MIND indeed and thank you for pointing that out. Unfortunately, my time to edit the post has elapsed.
Nutrition science, sigh. But here's the diet:

The MIND diet recommends:[9]

Whole grains: three or more servings a day

Other vegetables: at least one a day

Wine: one glass a day

Green leafy vegetables (like spinach and salad greens): at least six servings a week

Nuts: five servings a week

Beans: at least three servings a week

Berries: two or more servings a week

Poultry (like chicken or turkey): two times a week

Fish: once a week

Olive oil: use it as your main cooking oil.

The diet discourages:[10]

Butter and stick margarine: more than a tablespoon daily

Pastries and sweets: more than five servings a week

Red meat: more than four servings a week

Cheese: more than one serving a week

Fried or fast food: more than one serving a week

The M is for Mediterranean, if you couldn't tell. I wouldn't mind a glass of red wine. But I'd like to have cheese with it. Via https://en.m.wikipedia.org/wiki/MIND_diet

If only I was able to stop at one glass
The only answer is to find the biggest glass
> Cheese: more than one serving a week

A serving of cheese is one ounce, which is roughly the size of your thumb, or about two small cubes of cheese resembling dice. I can't imagine being limited to this amount of cheese per week. That's a paltry eight cubes of cheese per month!

Sceptical of grains and wine recommendation and sceptical that red meat is discouraged.

Wine/meat results seem likely to be confounder related. Wealthy and educated people self-selecting into red wine because they read somewhere it's ok, and fast-food eaters having lots of beef. Grains seem like an old food pyramid propaganda thing, although I'm open to having my mind changed on that if someone has a study I can read on it.

"along with a glass of wine"

lol, doctors of the future are going to look back at the degree to which our medical establishment was totally mindfucked by the wine industry someday.

Or maybe they'll just be surprised as how few drugs were in it...

What if MIND2 was

four servings of grain A chicken one joint a handful of mushrooms a micro-dose of acid and smidge of the new cocaine derivative designed for kids

The best thing you can do to increase cognitive performance is to learn to think abstractly.
Always down on red meat but they never distinguish grass vs corn/whatever fed. Same holds true for the dairy products. Overall, a mish mash of drivel and of course, have that glass of wine. JFC.
Based on an annual questionnaire of how frequently the food categories were consumed. I struggle to understand how research based on that data can be useful.
Wine is only good if the relaxation gained (everybody is different) is greater than the documented carcinogenic effects.

My mom is diabetic. She definitely gets relaxed from it, but I wonder if it she should cut out the "glass a day" thing.

Skeptical. This diet is just eat nuts and fish with advertising for other food industries marketed on superstition.
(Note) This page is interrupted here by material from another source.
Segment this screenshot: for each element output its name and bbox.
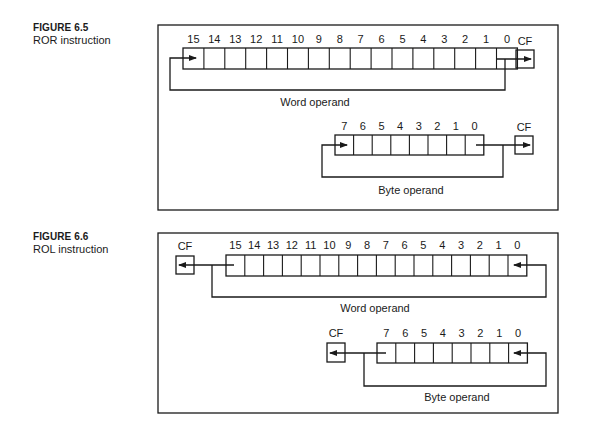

Nuts and fish provide the benefit. You can't solve a a chronic disease based on a molecular process by eating less McDonalds and more fresh berries. Not addressing the cause. IMO the cause is HPV.
Arm-chair psychiatrist-ing here, but it seems to me like people who are willing and capable of thinking about their diet at this level of complexity would be more likely to do well on tests. I wonder what the results of the study would be if they had these same people eat whatever they wanted, but do the meal planning for a third person?